98 regulatory, institutional and policy actions for resilience and disaster risk management spanning key areas such as access to information, institutional coordination, asset loss reduction, socio-economic resilience, and resilient territorial and development planning

For example, in Malawi, the $70 million IDA-financed Cat DDO, approved in June 2019, has accelerated the implementation of eight high-level reforms in the country’s disaster risk management policy and institutional regime. At the top of Malawi’s reform agenda is the recent approval by the country’s cabinet of ministers of a historic disaster risk management bill that will shift the focus of DRM from emergency response to holistic and longer-term resilience.

Malawi has also adopted policies that will mainstream disaster and climate resilience into the country’s urban development, transport, and education programs.

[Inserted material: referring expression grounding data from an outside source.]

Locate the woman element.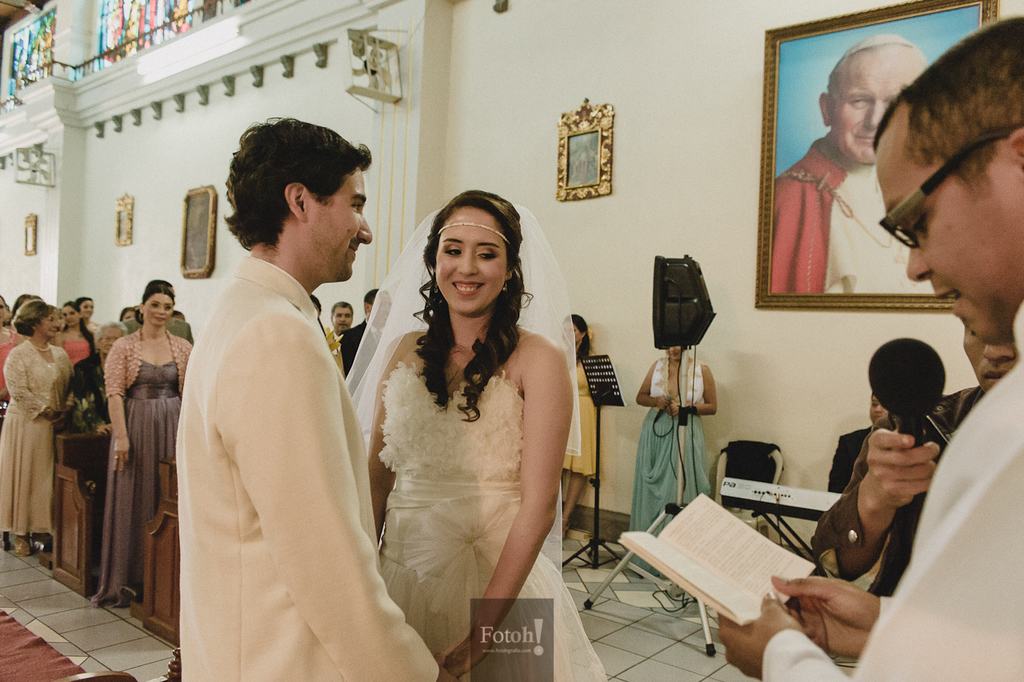
Element bbox: 93, 282, 197, 610.
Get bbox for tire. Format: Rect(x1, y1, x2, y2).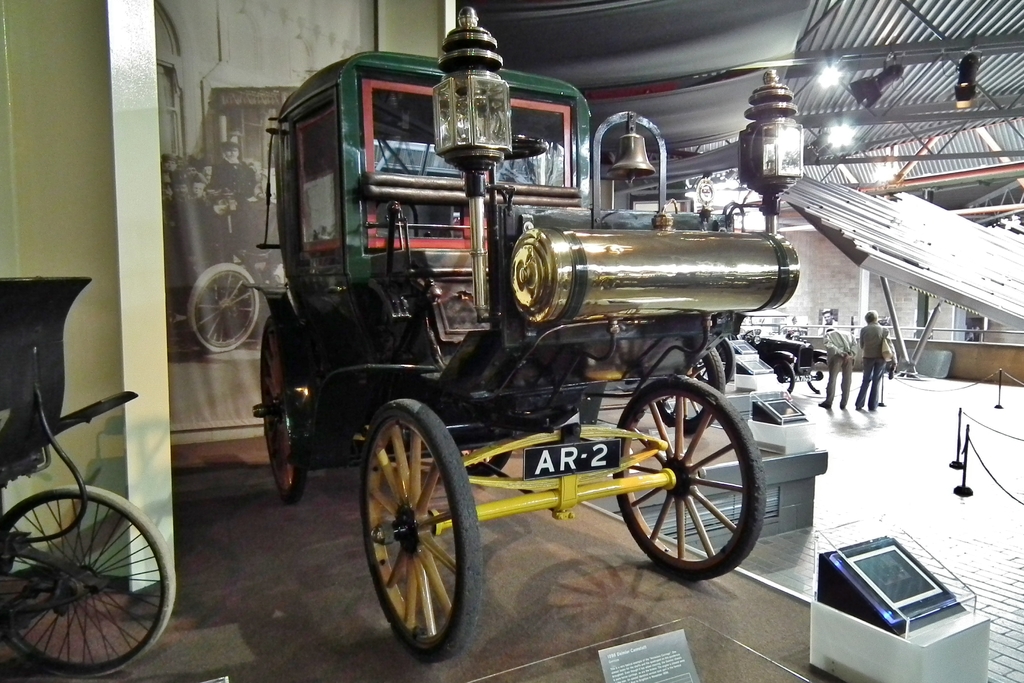
Rect(253, 318, 307, 502).
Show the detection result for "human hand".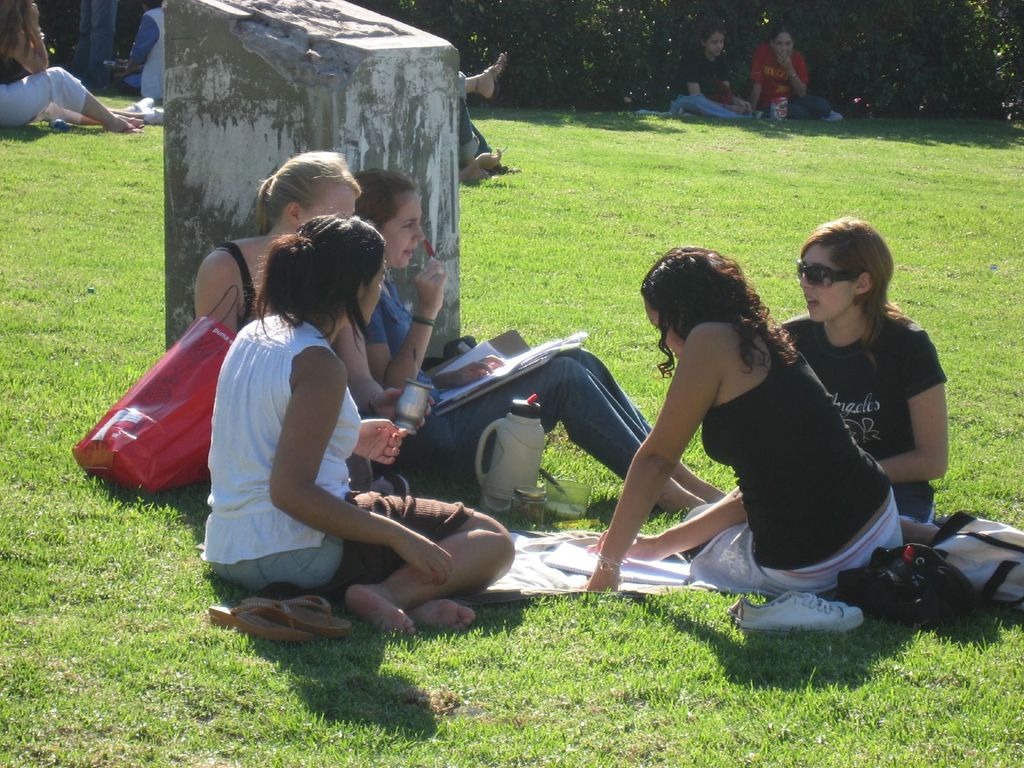
region(27, 1, 42, 31).
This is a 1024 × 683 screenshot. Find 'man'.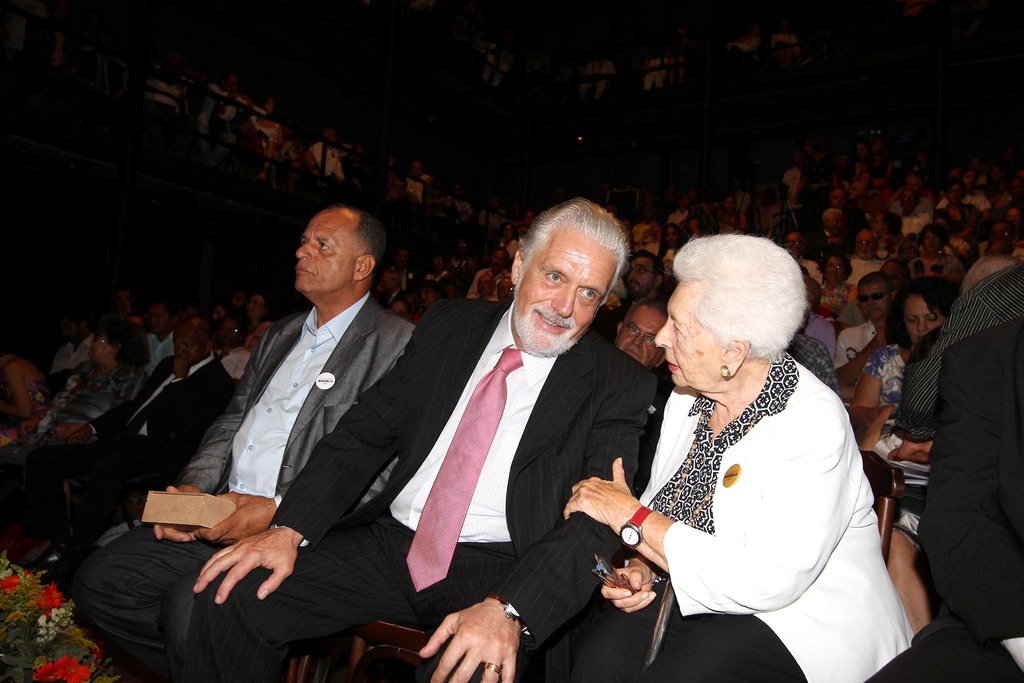
Bounding box: bbox=(147, 308, 174, 374).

The government will also be implementing a plan for the development of a shock responsive social protection system to save the most vulnerable when disaster strikes.

Overall, work in this area in Sub-Saharan Africa has facilitated the approval of $287 million in Cat DDOs—including for Cabo Verde ($10 million), Kenya ($200 million), Malawi ($70 million), and the Seychelles ($7 million)—and helped drive progress that includes monitoring and evaluation systems for the policy frameworks to ensure that they contribute to bolstering resilience over the long term. Preparation work for similar programs is now underway in Benin, Lesotho, and Madagascar as well.